Abstract:We document inverse scaling in LLMs on forecasting problems whose underlying time series exhibit superlinear growth and tail risk of regime change, a structure common in finance and epidemiology. On these tasks, more capable models produce worse distributional forecasts. The pattern appears on ForecastBench-Sim (FBSim), a contamination-free, simulated-world benchmark we release, in forecasting synthetic SIR epidemics with a matched linear control, and replicates in real-world datasets on COVID-19, measles, housing markets, and hyperinflation. A per-quantile decomposition shows the failure concentrates at the upper tail, which more capable models shift upward to track aggressive extrapolations of growth, while the lower tail stays put. A within-family study of Llama-3.1 shows that both model scale and post-training independently contribute to this effect. Domain knowledge does not reliably rescue calibration. This inverse scaling does not appear on single-threshold metrics common in LLM forecasting benchmarks, reversing the sign of the capability--accuracy relationship on identical outputs. Single-threshold scoring at conventional cutoffs misses the upper-tail cost; tail-inclusive scoring reverses the sign of the capability--accuracy relationship on the same outputs. We recommend that LLM forecasting evaluations use continuous (and unbounded) measures of accuracy alongside bounded binary threshold metrics.
| Subjects: | Artificial Intelligence (cs.AI) |
| Cite as: | arXiv:2605.22672 [cs.AI] |
| (or arXiv:2605.22672v1 [cs.AI] for this version) | |
| https://doi.org/10.48550/arXiv.2605.22672 arXiv-issued DOI via DataCite (pending registration) |
From: Nick Merrill [view email]
[v1]
Thu, 21 May 2026 16:14:33 UTC (298 KB)
此内容由惯性聚合(RSS阅读器)自动聚合整理,仅供阅读参考。 原文来自 — 版权归原作者所有。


Work instruction: The expected output is each line in the data below that includes the string "subtitle".
-*-*-
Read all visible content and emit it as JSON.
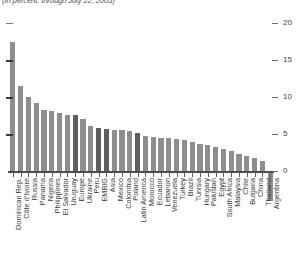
{
  "subtitle": "(In percent, through July 22, 2005)",
  "axis": {
    "y_ticks": [
      "20",
      "15",
      "10",
      "5",
      "0"
    ]
  },
  "colors": {
    "bar": "#8e8e8e",
    "bar_aggregate": "#5e5e5e",
    "axis": "#4d4d4d",
    "text": "#3a3a3a"
  },
  "chart_data": {
    "type": "bar",
    "title": "",
    "subtitle": "(In percent, through July 22, 2005)",
    "xlabel": "",
    "ylabel": "",
    "ylim": [
      -5,
      20
    ],
    "yticks": [
      0,
      5,
      10,
      15,
      20
    ],
    "grid": false,
    "legend": "none",
    "orientation": "vertical",
    "sorted": "descending",
    "categories": [
      "Dominican Rep.",
      "Côte d'Ivoire",
      "Russia",
      "Panama",
      "Nigeria",
      "Philippines",
      "El Salvador",
      "Uruguay",
      "Europe",
      "Ukraine",
      "Peru",
      "EMBIG",
      "Asia",
      "Mexico",
      "Colombia",
      "Poland",
      "Latin America",
      "Morocco",
      "Ecuador",
      "Lebanon",
      "Venezuela",
      "Turkey",
      "Brazil",
      "Tunisia",
      "Hungary",
      "Pakistan",
      "Egypt",
      "South Africa",
      "Malaysia",
      "Chile",
      "Bulgaria",
      "China",
      "Thailand",
      "Argentina"
    ],
    "values": [
      17.5,
      11.5,
      10.0,
      9.2,
      8.2,
      8.1,
      7.8,
      7.6,
      7.6,
      7.0,
      6.1,
      5.8,
      5.7,
      5.6,
      5.6,
      5.4,
      5.2,
      4.7,
      4.6,
      4.5,
      4.4,
      4.3,
      4.2,
      3.9,
      3.7,
      3.5,
      3.3,
      3.0,
      2.7,
      2.3,
      2.0,
      1.7,
      1.3,
      -4.0
    ],
    "aggregate_flags": [
      false,
      false,
      false,
      false,
      false,
      false,
      false,
      false,
      true,
      false,
      false,
      true,
      true,
      false,
      false,
      false,
      true,
      false,
      false,
      false,
      false,
      false,
      false,
      false,
      false,
      false,
      false,
      false,
      false,
      false,
      false,
      false,
      false,
      false
    ]
  }
}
-*-*-
Task answer:
  "subtitle": "(In percent, through July 22, 2005)",
    "subtitle": "(In percent, through July 22, 2005)",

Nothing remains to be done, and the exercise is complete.